After the presentations of the individual models, which were for the most part geared towards a specific domain, application, or user group, the full workshop audience gathered to create the first draft of a linking ontology. Such an ontology is not intended to carry all knowledge contained in the individual models, but to convey the elements in the models that are equivalent in meaning.

Jeroen Hoppenbrouwers acted as workshop host to coin the first topical sentence, where he on purpose challenged the audience by bringing up a concept that was not apparent in most of the presented models: 'human being' aka 'Person'. Immediately a lively discussion started which quickly led to strings of concepts (in the DOGMA method for semantical modeling, these are called 'lexons') appearing on the large projection screen. Aggelos Liapis, also from VUB STARLab, documented the discussion live and for all to see; the result of this is the image below (click to enlarge).

Fairly quickly the 'Person' concept was pushed to the side, as the audience focused squarely on 'Competency' as the main topic of interest. It took a while before several members of the audience discovered that even such as basic concept had significantly different semantics in the minds of different people. In the end, agreement was reached that a 'Competency' is an artificially made-up conception of somebody's ability to perform a certain task. A 'Competency' therefore is not the actual ability, even if in some cases this actual ability also is named 'Competency'. Some more of these 'proxied' concepts were discovered during the session.

Concern was voiced that such a relatively abstract discussion and resulting model was too far from 'work floor reality' to be of use in industry. The point of the model was not to replace any other model, but to show where the existing models touch, and this is something that is not directly useful in for example job application systems. However, when making such existing (even legacy) systems interoperable, it is absolutely essential that the developers and users of these systems are sure of truly shared concepts between their own system and its peer systems. A discussion of the type performed in Maastricht proved to quickly reveal essential differences between a common concept such as 'Competency', potentially saving costly mistakes had an attempt been made to link up two differently conceived systems this way.

After an hour of hands-on (re)modeling and discussion, several issues were raised that need attention, both in research and for the next workshops:

  • It probably is more efficient to limit the discussion to (and invite people based on) only two peer models/applications/domains at the same time. This could avoid 'hot spots' in the audience while others are relatively quiet.
  • Before starting the workshop discussion, a clear set of discussion rules should be made available, explained, and afterwards enforced. Although some rules were introduced and used during the Maastricht discussion, the group dynamics sometimes moved out of focus.
  • The documentation tool (a standard mind map) probably can be better tuned to the particularities of such a group process.

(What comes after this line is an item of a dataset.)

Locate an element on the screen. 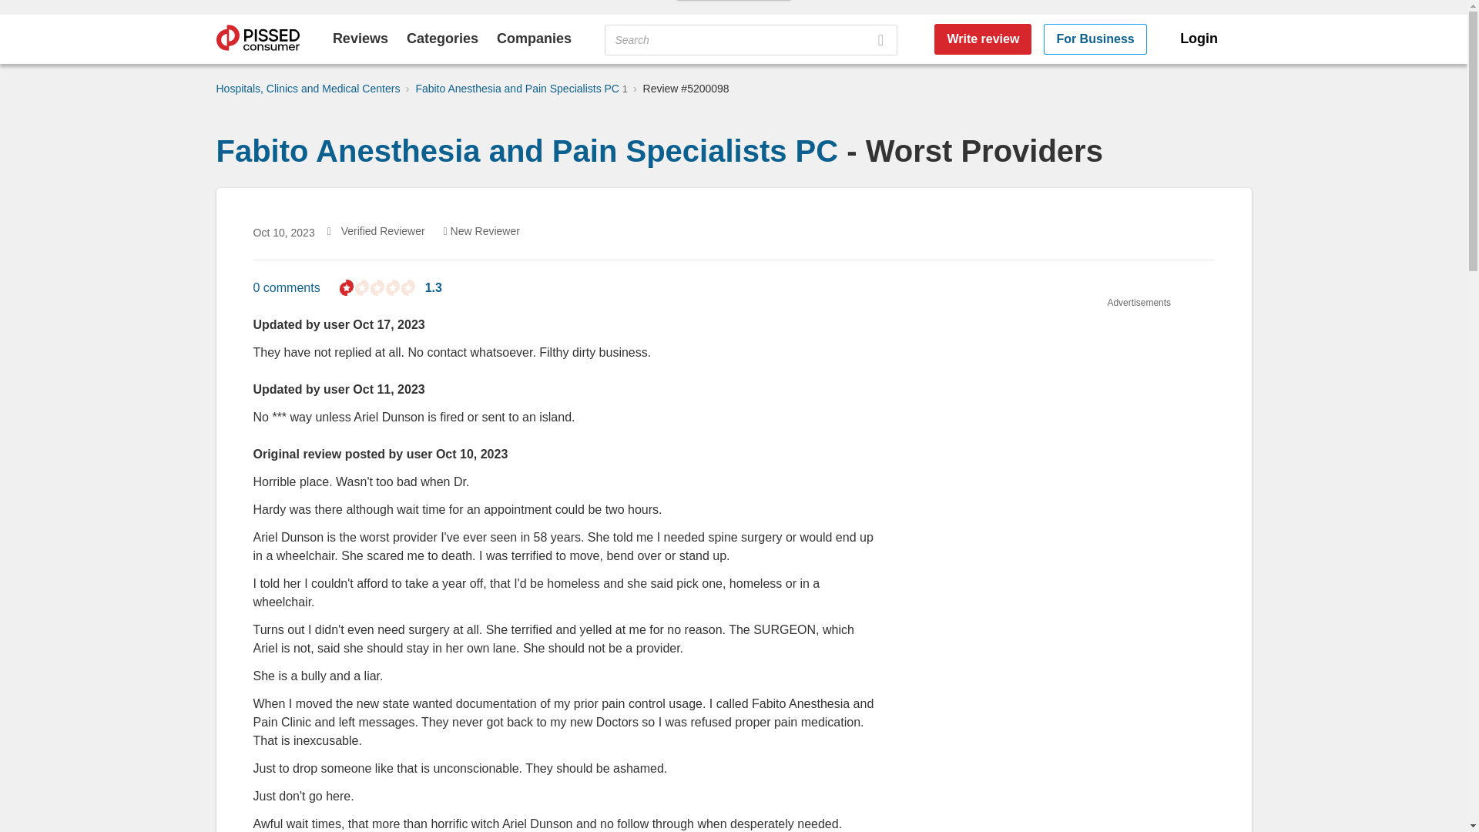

In the end, the workshop audience agreed that insight into the problem had been gained and many of the attendees favoured sessions such as these in the future (even outside the OOA context) to gather semantical differences between established communities of interest. The importance of making these semantical differences apparent was unanimously ranked as 'extremely high'.

Wrap-up

A very brief statement of the results presented above was given at a shared wrap-up session about HR-XML in general. People were enthusiastic about the general approach and even the result obtained during the workshop, no matter its relatively small scale. The process of getting to agree on what commonly used concepts actually meant in the various competency-related models was considered helpful, practical though not yet fully mature, and certainly an approach worth further development.